Now he told me that with recent advances, he was able to take a tendon from my ankle (What, I don’t need ankle tendons?) and use it to replace the destroyed ligament in my knee. Unfortunately, it still meant the six-inch incision down the length of my left knee, but that was OK with me. Now they can do the same procedure arthroscopically, but not at that time.
One amazing thing was that after reconstructive surgery, I was only on crutches for one month, instead of three, and that Dr. Bowen wanted me up and about as soon as I could stand it. He also told me I would have to come back in ten years for a tune-up, something I have not yet had to do, seventeen years later, at least not as far as the left knee is concerned. I was always proud of the fact that the only school time I missed, prior to having the surgery in 1994, was the ten minute period that I spent flat on the blacktop that fatal Friday afternoon, before the bell rang and the buses carted the kids away.
Miss Morrison, our PE teacher, who had an elective class 7th period, had been summoned, and she knew shock when she saw it. “Call 911,” she said flatly. She covered me with a blanket, while across the street at the fire station, I heard the whistle go off, which back in the day, meant “Get your volunteer-selves down here and escort this guy to Howard Hospital.”
Meanwhile, when I went to have the surgery performed, I was taking off the last four days of school before Christmas break. These represented the first four sick leave days I had ever taken, and we got pretty creative when it came to replacing me in the classroom. After working with Richard Matlock as my boss for the first four years, I was now working for Jeanne Cassela, who had taken over as principal at the start of the ’94-’95 school year.
Jeanne had been working for the MCOE, before coming on board, and both Paul and I had been on the hiring committee. Jeanne had been in our team-taught classroom a lot, while she was still working for the county. Bottom line was that she wanted to work with Paul, and do a four-day stint as my replacement. They planned an integrated, thematic-based unit, centered on where we were at that time in the curriculum, and I went off, fairly confident that the place would not crumble in my absence.
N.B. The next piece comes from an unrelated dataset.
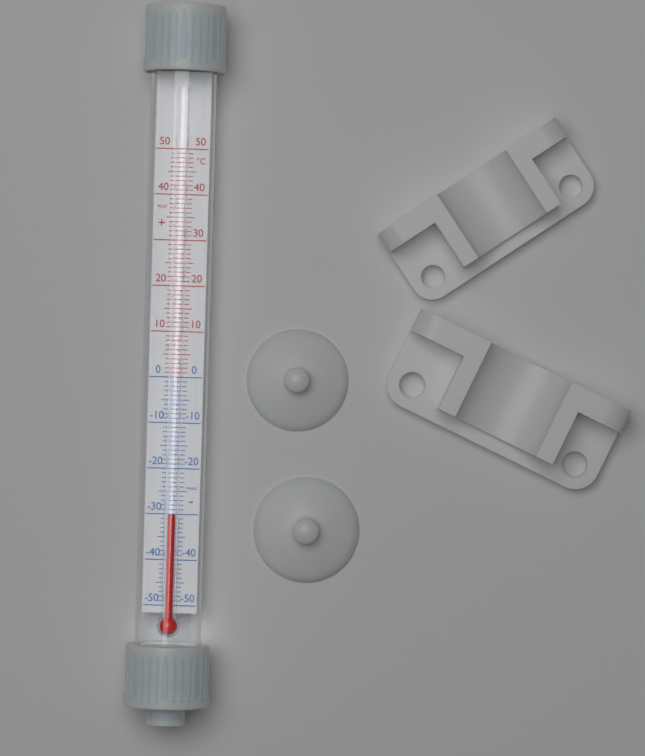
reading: -30 °C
The way I understood it, things went reasonably well, with the caveat being that Miss Cassela was still the principal, and as such, had to respond to the unplanned elements of her job. Meanwhile, I was able to get the surgery done, and still have almost three weeks to recuperate, before returning to the classroom, where the kids treated me as though I were the returning conquerer, with me cruising around campus in the resurrected wheel chair, that had heretofore been nothing more than a prop.
Well, better a wheel chair, than a rocking chair, and there was nothing wrong with students seeing that determination was an admirable quality. I was determined that my classroom would remain as undisturbed by my injury as possible, and that the kids should see that a knee injury kneed not prevent me from working. As long as it was my knee and not my head, I could cope and so could they.
Cruising around in a wheel chair is no fun - in my experience. What a pain......so this is what made that such a great year? The surgery at the very end of the year?
ReplyDeleteYup. Just being able to walk around without falling down.